In targeting a business more than six times the size of Ardagh by value, Coulson set the funding template for what would underpin billions of euro of subsequent deals: leverage.
Some 375 workers at the Irish Glass Bottle plant lost their jobs when Coulson closed the facility in 2002.
The following year, he engineered a deal that would split the group in two. Ardagh Glass, a company he subsequently used to build his glass and drink cans empire, was taken private. The other, South Wharf, remained listed, with one major asset: the leasehold on the 24-acre glass bottle site in Dublin.
South Wharf and its shareholders went on to share two-thirds of the €411 million proceeds from the sale of the site as the property boom neared its peak, in 2006. Almost two decades later, the site is finally under construction.
Ardagh Group's largest deal was its $3.4 billion purchase in 2016 of a bunch of beverage can manufacturing plants that US packaging group Ball Corp and UK peer Rexam were forced to sell to get competition authorities to allow their merger.
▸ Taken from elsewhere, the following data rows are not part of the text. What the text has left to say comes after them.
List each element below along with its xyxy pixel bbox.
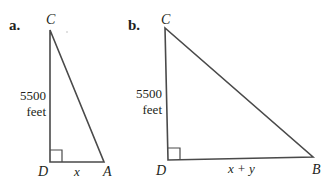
triangle-a: [50, 30, 104, 162]
side-length-value-a: 5500: [2, 88, 46, 104]
vertex-label-c-b: C: [161, 13, 170, 27]
triangles-diagram: [0, 0, 332, 186]
vertex-label-c-a: C: [46, 13, 55, 27]
part-label-a: a.: [9, 18, 20, 33]
right-angle-marker-b: [168, 148, 180, 160]
side-length-label-a: 5500 feet: [2, 88, 46, 120]
triangle-a-outline: [50, 30, 104, 162]
base-label-b: x + y: [228, 162, 255, 175]
base-label-a: x: [74, 165, 80, 178]
vertex-label-a: A: [103, 165, 112, 179]
triangle-b: [165, 28, 313, 160]
side-length-value-b: 5500: [118, 86, 162, 102]
vertex-label-d-b: D: [156, 164, 166, 178]
side-length-label-b: 5500 feet: [118, 86, 162, 118]
vertex-label-d-a: D: [38, 165, 48, 179]
stray-mark: [66, 31, 68, 33]
part-label-b: b.: [128, 18, 140, 33]
right-angle-marker-a: [50, 150, 62, 162]
vertex-label-b: B: [312, 163, 321, 177]
side-length-unit-b: feet: [118, 102, 162, 118]
triangle-b-outline: [165, 28, 313, 160]
side-length-unit-a: feet: [2, 104, 46, 120]
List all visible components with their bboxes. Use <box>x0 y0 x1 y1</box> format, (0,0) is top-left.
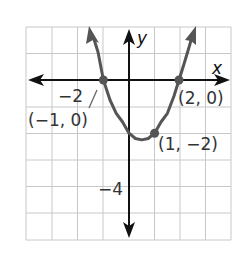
curve-arrow-left-icon <box>86 26 99 44</box>
parabola-graph: y x −2 −4 (−1, 0) (2, 0) (1, −2) <box>0 0 248 255</box>
y-axis-label: y <box>136 28 148 48</box>
point-neg1-0 <box>99 76 108 85</box>
x-axis-label: x <box>211 58 223 78</box>
point-label-2-0: (2, 0) <box>178 88 224 108</box>
tick-label-y-neg4: −4 <box>98 179 123 199</box>
tick-label-x-neg2: −2 <box>58 86 83 106</box>
leader-line <box>89 90 97 108</box>
point-2-0 <box>175 76 184 85</box>
point-label-1-neg2: (1, −2) <box>158 134 218 154</box>
point-label-neg1-0: (−1, 0) <box>28 110 88 130</box>
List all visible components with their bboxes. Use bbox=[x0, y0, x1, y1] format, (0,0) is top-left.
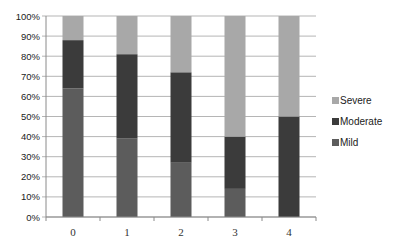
bar-segment-mild bbox=[63, 88, 84, 217]
x-tick-label: 3 bbox=[232, 226, 238, 238]
bar-stack-1 bbox=[117, 16, 138, 217]
y-tick-label: 20% bbox=[21, 171, 41, 182]
bar-segment-severe bbox=[279, 16, 300, 117]
legend-swatch bbox=[332, 97, 339, 104]
legend-label: Moderate bbox=[340, 116, 383, 127]
y-tick-label: 0% bbox=[26, 212, 40, 223]
x-tick-label: 4 bbox=[286, 226, 292, 238]
bar-segment-mild bbox=[117, 139, 138, 217]
legend-swatch bbox=[332, 118, 339, 125]
y-tick-label: 70% bbox=[21, 71, 41, 82]
bar-segment-severe bbox=[63, 16, 84, 40]
legend-label: Mild bbox=[340, 137, 358, 148]
x-tick-label: 2 bbox=[178, 226, 184, 238]
y-tick-label: 40% bbox=[21, 131, 41, 142]
bar-segment-moderate bbox=[279, 117, 300, 218]
bar-segment-severe bbox=[117, 16, 138, 54]
bar-segment-moderate bbox=[171, 72, 192, 162]
stacked-bar-chart: 0%10%20%30%40%50%60%70%80%90%100% 01234 … bbox=[0, 0, 398, 250]
bar-segment-moderate bbox=[225, 137, 246, 189]
y-tick-label: 30% bbox=[21, 151, 41, 162]
legend: SevereModerateMild bbox=[332, 95, 383, 148]
y-tick-label: 80% bbox=[21, 51, 41, 62]
bar-segment-mild bbox=[171, 163, 192, 217]
y-tick-label: 100% bbox=[16, 11, 41, 22]
legend-label: Severe bbox=[340, 95, 372, 106]
legend-item-mild: Mild bbox=[332, 137, 358, 148]
bar-segment-mild bbox=[225, 189, 246, 217]
bar-segment-moderate bbox=[117, 54, 138, 138]
bar-stack-3 bbox=[225, 16, 246, 217]
x-axis: 01234 bbox=[46, 217, 316, 238]
legend-item-severe: Severe bbox=[332, 95, 372, 106]
x-tick-label: 1 bbox=[124, 226, 130, 238]
bar-segment-moderate bbox=[63, 40, 84, 88]
bar-stack-2 bbox=[171, 16, 192, 217]
x-tick-label: 0 bbox=[70, 226, 76, 238]
y-tick-label: 90% bbox=[21, 31, 41, 42]
bar-segment-severe bbox=[225, 16, 246, 137]
bar-stack-0 bbox=[63, 16, 84, 217]
bar-segment-severe bbox=[171, 16, 192, 72]
y-tick-label: 60% bbox=[21, 91, 41, 102]
y-axis: 0%10%20%30%40%50%60%70%80%90%100% bbox=[16, 11, 46, 223]
y-tick-label: 50% bbox=[21, 111, 41, 122]
legend-swatch bbox=[332, 139, 339, 146]
bar-stack-4 bbox=[279, 16, 300, 217]
y-tick-label: 10% bbox=[21, 191, 41, 202]
legend-item-moderate: Moderate bbox=[332, 116, 383, 127]
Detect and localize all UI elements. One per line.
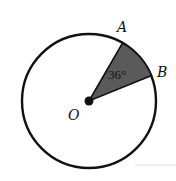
angle-label: 36°: [108, 67, 126, 82]
label-b: B: [156, 64, 167, 80]
center-point: [85, 97, 94, 106]
circle-diagram: A B O 36°: [0, 0, 176, 181]
label-a: A: [115, 19, 127, 35]
label-o: O: [68, 107, 80, 123]
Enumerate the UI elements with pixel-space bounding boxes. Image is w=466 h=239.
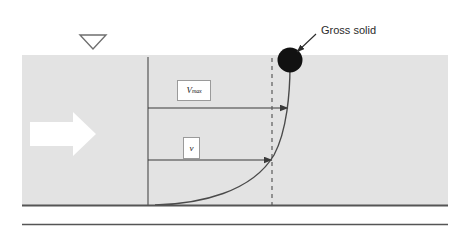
gross-solid-caption: Gross solid <box>321 24 376 36</box>
water-surface-level-icon <box>80 35 106 49</box>
velocity-max-subscript: max <box>192 88 201 94</box>
velocity-profile-figure: Vmax v Gross solid <box>0 0 466 239</box>
gross-solid-marker <box>278 48 303 73</box>
diagram-canvas <box>0 0 466 239</box>
velocity-local-label-box: v <box>183 137 200 159</box>
velocity-max-label-box: Vmax <box>177 80 211 101</box>
gross-solid-leader-line <box>297 34 316 52</box>
velocity-local-symbol: v <box>190 144 194 153</box>
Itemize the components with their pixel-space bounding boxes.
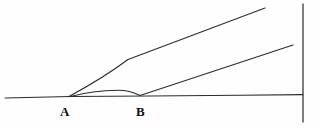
point-label-b: B bbox=[136, 105, 145, 118]
figure-svg bbox=[0, 0, 314, 129]
horizontal-baseline bbox=[5, 95, 303, 98]
point-label-a: A bbox=[60, 105, 69, 118]
upper-rising-line bbox=[69, 8, 265, 97]
figure-canvas: A B bbox=[0, 0, 314, 129]
lower-rising-line bbox=[140, 45, 293, 96]
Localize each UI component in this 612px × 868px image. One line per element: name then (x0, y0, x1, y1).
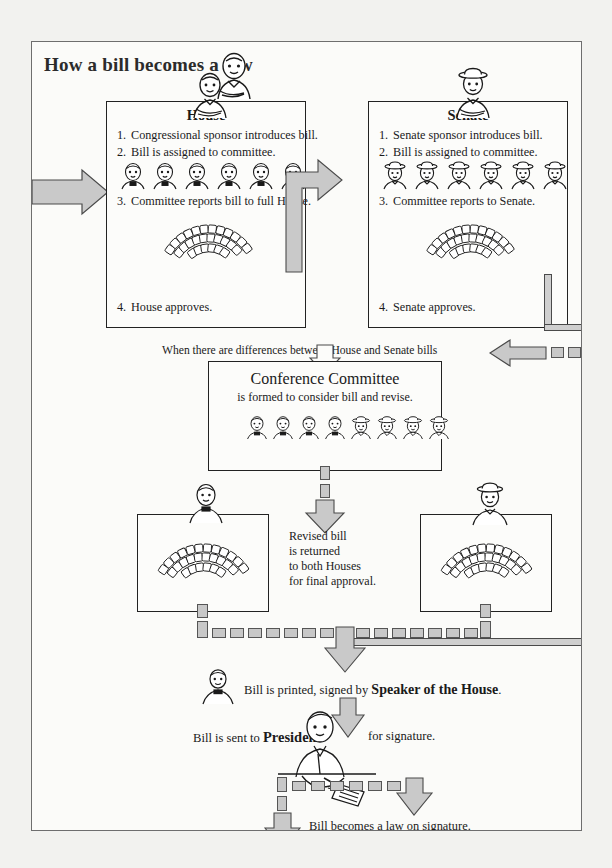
person-head-icon-speaker (200, 667, 236, 705)
differences-left-block-arrow (488, 338, 548, 368)
conference-out-dash-1 (320, 466, 330, 480)
person-with-hat-icon (445, 160, 473, 190)
conference-committee-box: Conference Committee is formed to consid… (208, 361, 442, 471)
law-dash-corner (277, 777, 287, 792)
senate-step-4-text: Senate approves. (393, 300, 476, 314)
bus-dash (392, 628, 406, 638)
senate-step-2-num: 2. (379, 145, 393, 160)
revised-bill-text: Revised bill is returned to both Houses … (289, 529, 376, 589)
person-head-icon (215, 162, 243, 190)
person-head-icon (297, 413, 321, 441)
senate-step-3-num: 3. (379, 194, 393, 209)
president-signing-icon (272, 702, 382, 807)
person-head-icon (245, 413, 269, 441)
conference-members-group (245, 413, 451, 441)
house-chamber-seating-icon (157, 218, 261, 270)
becomes-law-text: Bill becomes a law on signature. (309, 819, 471, 831)
speaker-line: Bill is printed, signed by Speaker of th… (244, 682, 501, 698)
speaker-pre: Bill is printed, signed by (244, 683, 371, 697)
senate-step-1: 1.Senate sponsor introduces bill. (379, 128, 543, 143)
senate-step-1-num: 1. (379, 128, 393, 143)
senate-step-3-text: Committee reports to Senate. (393, 194, 535, 208)
speaker-post: . (498, 683, 501, 697)
return-pipe-horizontal-top (544, 324, 582, 331)
house-step-2-text: Bill is assigned to committee. (131, 145, 276, 159)
house-step-2: 2.Bill is assigned to committee. (117, 145, 276, 160)
person-head-icon-final-house (186, 482, 226, 524)
person-with-hat-icon (375, 413, 399, 441)
person-with-hat-icon (349, 413, 373, 441)
law-dash (368, 781, 382, 791)
bus-dash (428, 628, 442, 638)
person-with-hat-icon (413, 160, 441, 190)
senate-step-4: 4.Senate approves. (379, 300, 476, 315)
law-dash (349, 781, 363, 791)
person-with-hat-icon-senate-top (450, 64, 496, 120)
law-dash (292, 781, 306, 791)
senate-out-dash (480, 604, 491, 618)
house-step-1: 1.Congressional sponsor introduces bill. (117, 128, 318, 143)
bus-right-corner (480, 621, 491, 638)
bus-dash (446, 628, 460, 638)
person-head-icon (323, 413, 347, 441)
bus-dash (374, 628, 388, 638)
revised-line-2: is returned (289, 544, 376, 559)
conference-out-dash-2 (320, 484, 330, 498)
person-head-icon-house-top (187, 71, 233, 121)
house-to-senate-elbow-arrow (276, 142, 376, 272)
house-chamber-seating-icon (152, 535, 256, 591)
law-dash (330, 781, 344, 791)
differences-dash-segment (568, 347, 581, 358)
differences-dash-segment (551, 347, 564, 358)
person-head-icon (271, 413, 295, 441)
bus-dash (302, 628, 316, 638)
house-step-2-num: 2. (117, 145, 131, 160)
person-with-hat-icon-final-senate (469, 478, 511, 526)
return-pipe-vertical-top (544, 274, 552, 330)
bus-dash (464, 628, 478, 638)
person-with-hat-icon (401, 413, 425, 441)
bus-left-corner (197, 621, 208, 638)
president-pre: Bill is sent to (193, 731, 263, 745)
final-senate-chamber-box (420, 514, 552, 612)
house-step-3-num: 3. (117, 194, 131, 209)
bus-dash (230, 628, 244, 638)
senate-box: Senate 1.Senate sponsor introduces bill.… (368, 101, 568, 328)
person-with-hat-icon (541, 160, 569, 190)
return-pipe-horizontal-bottom (346, 638, 582, 646)
bus-dash (284, 628, 298, 638)
senate-step-2-text: Bill is assigned to committee. (393, 145, 538, 159)
person-with-hat-icon (477, 160, 505, 190)
senate-step-1-text: Senate sponsor introduces bill. (393, 128, 543, 142)
person-with-hat-icon (381, 160, 409, 190)
person-head-icon (151, 162, 179, 190)
person-with-hat-icon (427, 413, 451, 441)
senate-step-4-num: 4. (379, 300, 393, 315)
down-arrow-to-speaker (322, 626, 368, 674)
bus-dash (212, 628, 226, 638)
house-out-dash (197, 604, 208, 618)
person-head-icon (247, 162, 275, 190)
senate-chamber-seating-icon (435, 535, 539, 591)
final-house-chamber-box (137, 514, 269, 612)
diagram-page: How a bill becomes a law House 1.Congres… (31, 41, 582, 831)
down-arrow-becomes-law (395, 777, 435, 817)
law-dash (311, 781, 325, 791)
veto-dash (277, 796, 287, 811)
person-head-icon (119, 162, 147, 190)
conference-heading: Conference Committee (209, 370, 441, 388)
revised-line-3: to both Houses (289, 559, 376, 574)
senate-step-2: 2.Bill is assigned to committee. (379, 145, 538, 160)
senate-committee-group (381, 160, 569, 190)
senate-chamber-seating-icon (419, 218, 523, 270)
bus-dash (248, 628, 262, 638)
person-head-icon (183, 162, 211, 190)
house-step-1-text: Congressional sponsor introduces bill. (131, 128, 318, 142)
person-with-hat-icon (509, 160, 537, 190)
differences-note: When there are differences between House… (162, 344, 437, 357)
revised-line-4: for final approval. (289, 574, 376, 589)
house-step-4: 4.House approves. (117, 300, 212, 315)
house-step-4-num: 4. (117, 300, 131, 315)
house-step-4-text: House approves. (131, 300, 212, 314)
speaker-strong: Speaker of the House (371, 682, 498, 697)
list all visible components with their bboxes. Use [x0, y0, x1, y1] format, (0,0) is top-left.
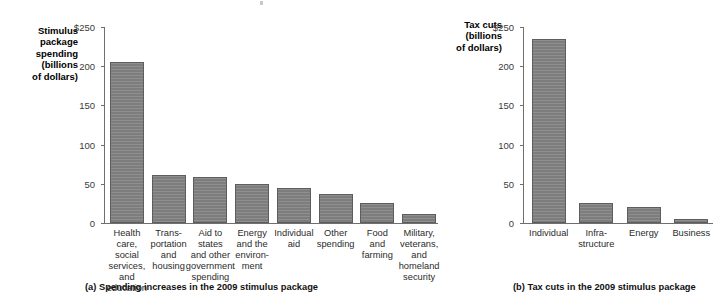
bar: [193, 177, 227, 223]
y-tick-label-200: 200: [79, 62, 95, 72]
y-tick-label-50: 50: [503, 180, 514, 190]
bar: [319, 194, 353, 223]
y-tick-label-0: 0: [509, 219, 514, 229]
y-tick-label-100: 100: [498, 141, 514, 151]
bar: [402, 214, 436, 223]
plot-area-taxcuts: 050100150200$250 IndividualInfra- struct…: [523, 27, 713, 224]
y-tick-label-50: 50: [84, 180, 95, 190]
bar: [532, 39, 566, 223]
bar: [110, 62, 144, 223]
bar: [152, 175, 186, 223]
y-tick-label-100: 100: [79, 141, 95, 151]
y-tick-0: 0: [101, 223, 105, 224]
y-tick-label-250: $250: [74, 23, 95, 33]
stimulus-package-figure: Stimulus package spending (billions of d…: [0, 0, 724, 299]
y-tick-label-200: 200: [498, 62, 514, 72]
y-tick-label-250: $250: [493, 23, 514, 33]
bar-series-spending: [105, 27, 438, 223]
y-tick-label-150: 150: [498, 102, 514, 112]
y-tick-0: 0: [520, 223, 524, 224]
panel-caption-b: (b) Tax cuts in the 2009 stimulus packag…: [513, 282, 696, 292]
y-tick-label-0: 0: [90, 219, 95, 229]
bar: [579, 203, 613, 223]
plot-area-spending: 050100150200$250 Health care, social ser…: [104, 27, 438, 224]
bar-series-taxcuts: [524, 27, 713, 223]
y-axis-title-spending: Stimulus package spending (billions of d…: [0, 25, 78, 82]
bar: [674, 219, 708, 223]
bar: [627, 207, 661, 223]
x-axis-category-label: Business: [664, 228, 720, 239]
chart-panel-spending: Stimulus package spending (billions of d…: [0, 0, 462, 299]
bar: [235, 184, 269, 223]
x-axis-category-label: Military, veterans, and homeland securit…: [394, 228, 444, 283]
bar: [277, 188, 311, 223]
y-tick-label-150: 150: [79, 102, 95, 112]
panel-caption-a: (a) Spending increases in the 2009 stimu…: [85, 282, 318, 292]
bar: [360, 203, 394, 223]
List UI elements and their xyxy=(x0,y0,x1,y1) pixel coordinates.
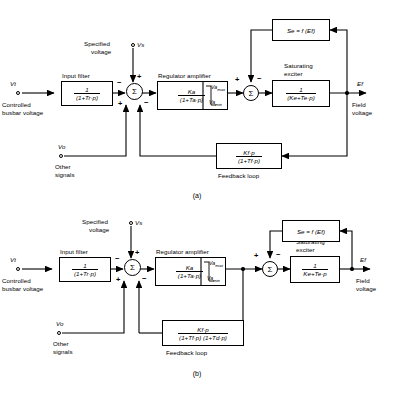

Coulson secured a New York listing for that unit, called Ardagh Metal Packaging (AMP), in 2021, leaving Ardagh Group with a 76 per cent stake. He delisted Ardagh Group, the parent company, the same year – as equity markets were prepared to give metal packaging businesses a higher valuation than glass.
AMP, whose sales and earnings have recovered strongly in recent quarters, even as the glass business remains under pressure, became the centre of a major battle in recent months. Originally, Coulson wanted to give bondholders control of the struggling glass business, while he and other legacy investors would retain an 80 per cent stake in AMP.
Talks along those lines broke down in late May. The final accord will see Coulson – who has extensive other assets – hand over 92.5 per cent of the group to senior unsecured creditors, who are owed $2.39 billion, and 7.5. per cent to a group of lower-ranking debt investors, known as payment-in-kind not holders. They are owed $1.98 billion.
Major bondholders that are set to become shareholders include: California-based Franklin Templeton, which is best known from taking a major bet on Irish government bonds at the height of the financial crisis; Wall Street giant JP Morgan; and New York-based Monarch Alternative Capital. The restructuring is expected to be completed by the end of September.
Coulson might have gone down the legal route to assert rights over AMP, as it was a so-called unrestricted subsidiary of Ardagh Group, separated by a holding company that was set up in April 2022. In the end he opted for a consensual arrangement with the $300 million pay-off.
The deal also avoids a change of control at the AMP level within the group, which would have resulted in its own $3.69 billion of bond debt automatically falling due for repayment.